TO DO: Leaving the pictures aside, restate all of the data exactly.

Measurement reading data:

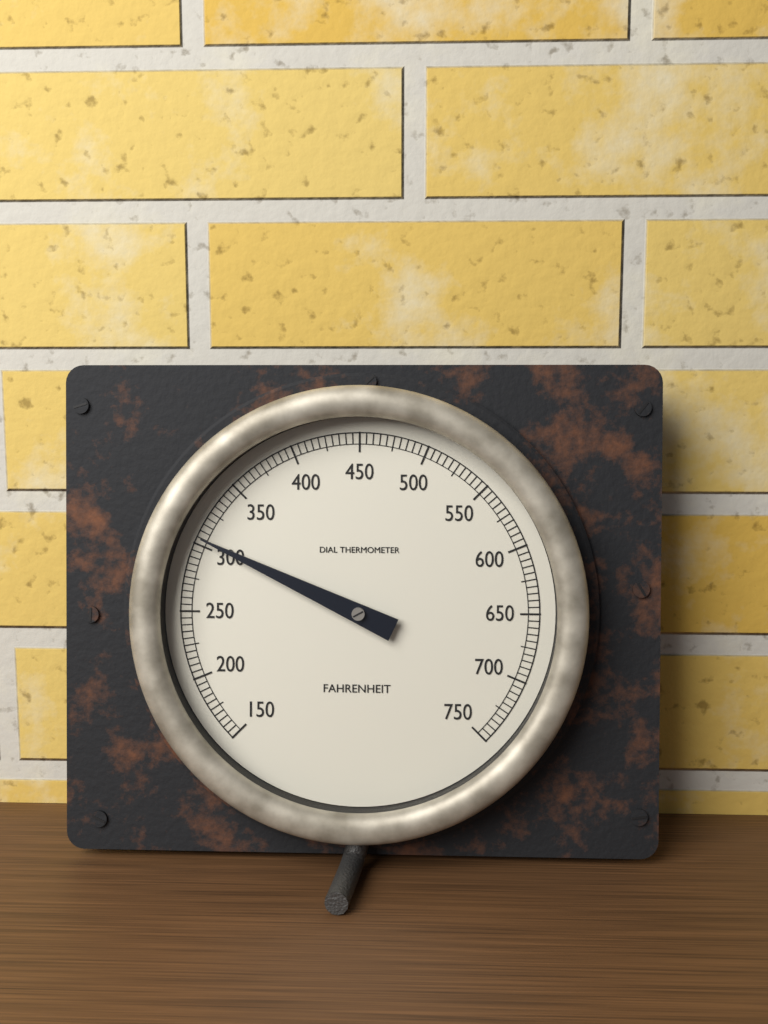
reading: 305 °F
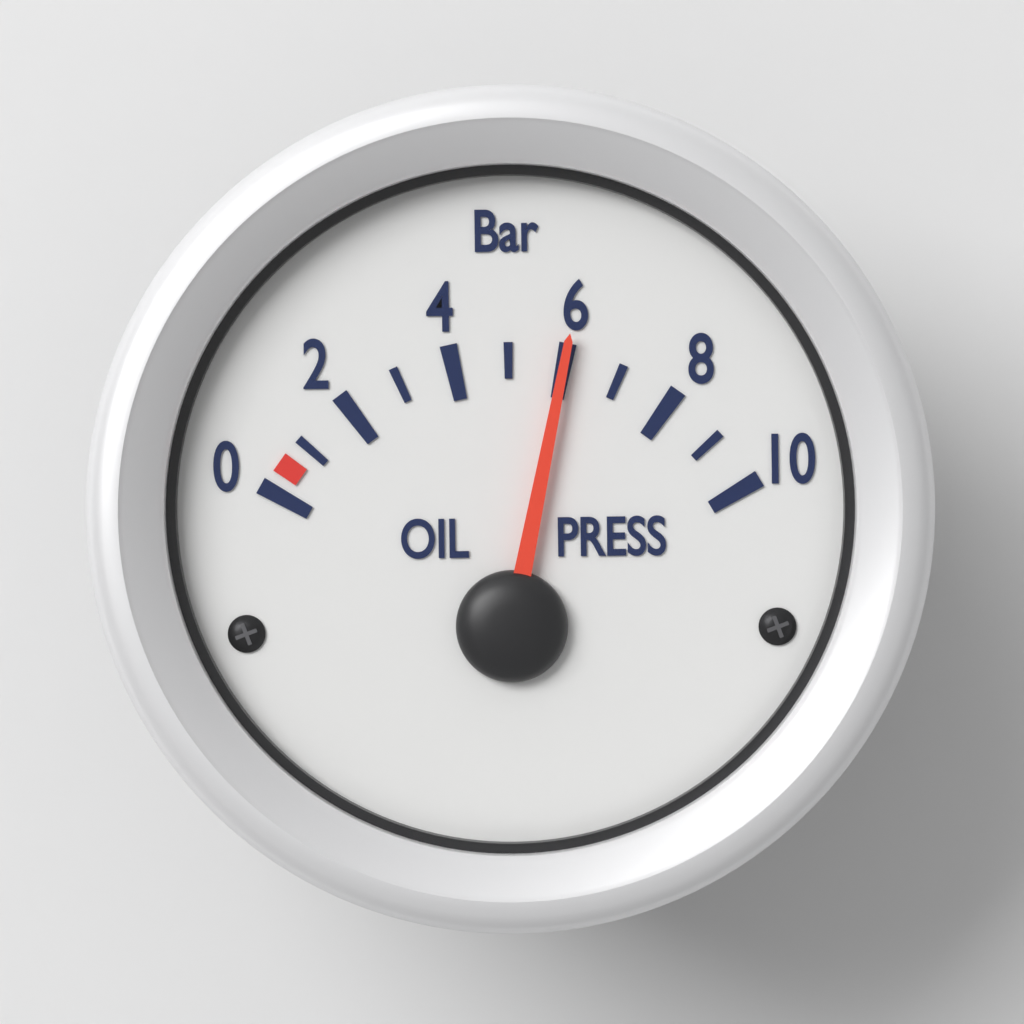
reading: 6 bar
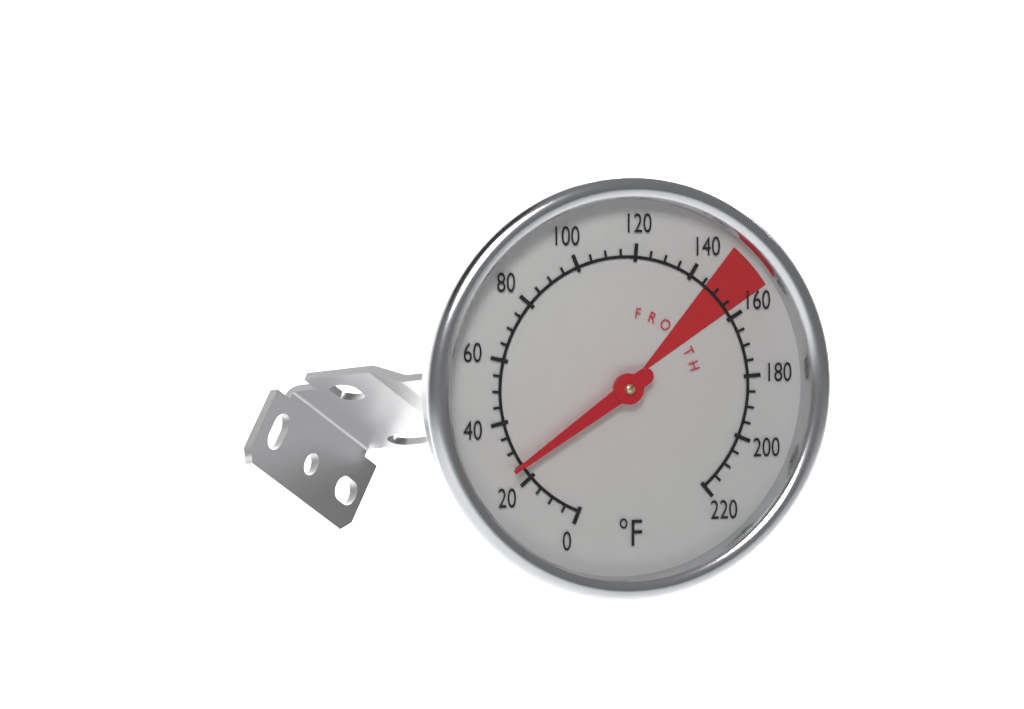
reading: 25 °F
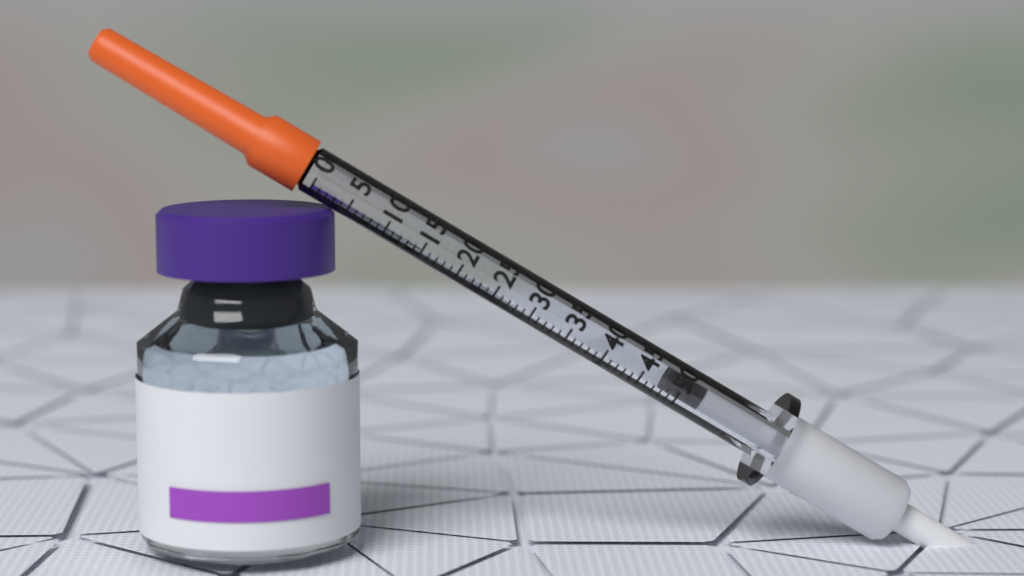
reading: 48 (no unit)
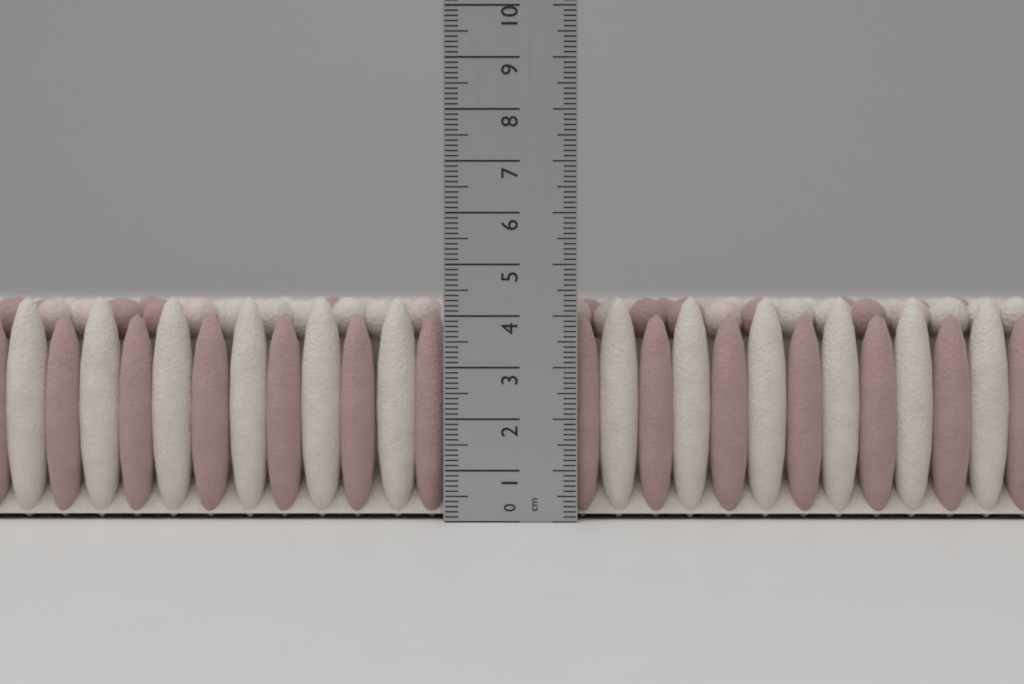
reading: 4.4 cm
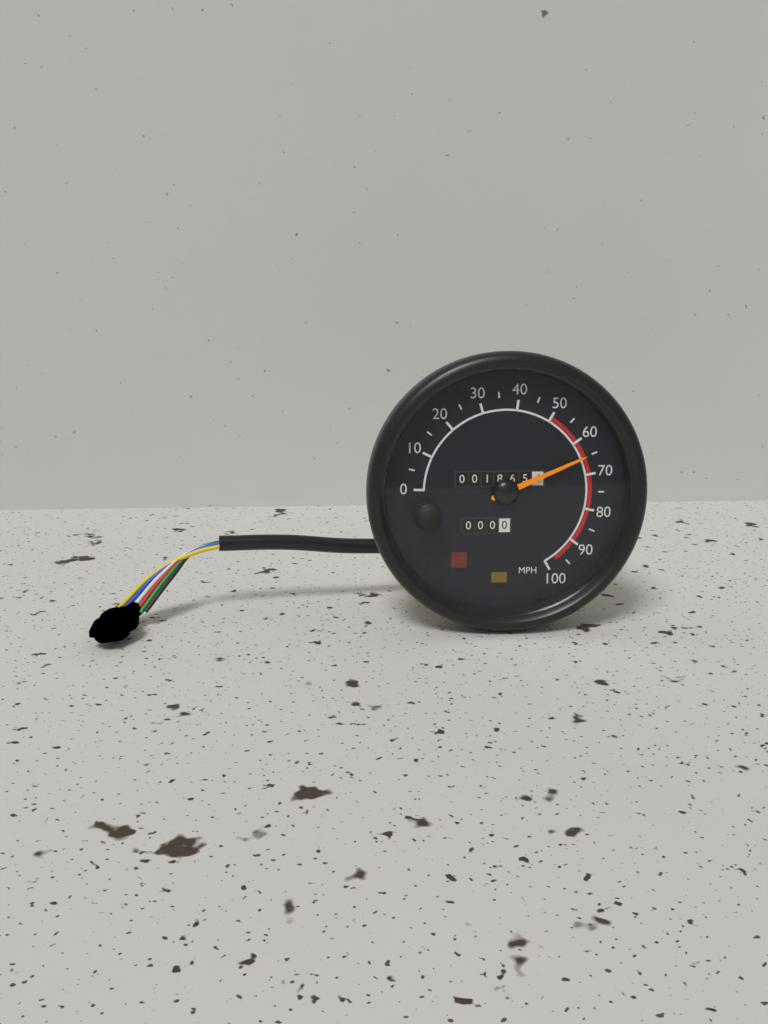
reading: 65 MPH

ANSWER TO THIS TASK:
reading: 305 °F
reading: 6 bar
reading: 25 °F
reading: 48 (no unit)
reading: 4.4 cm
reading: 65 MPH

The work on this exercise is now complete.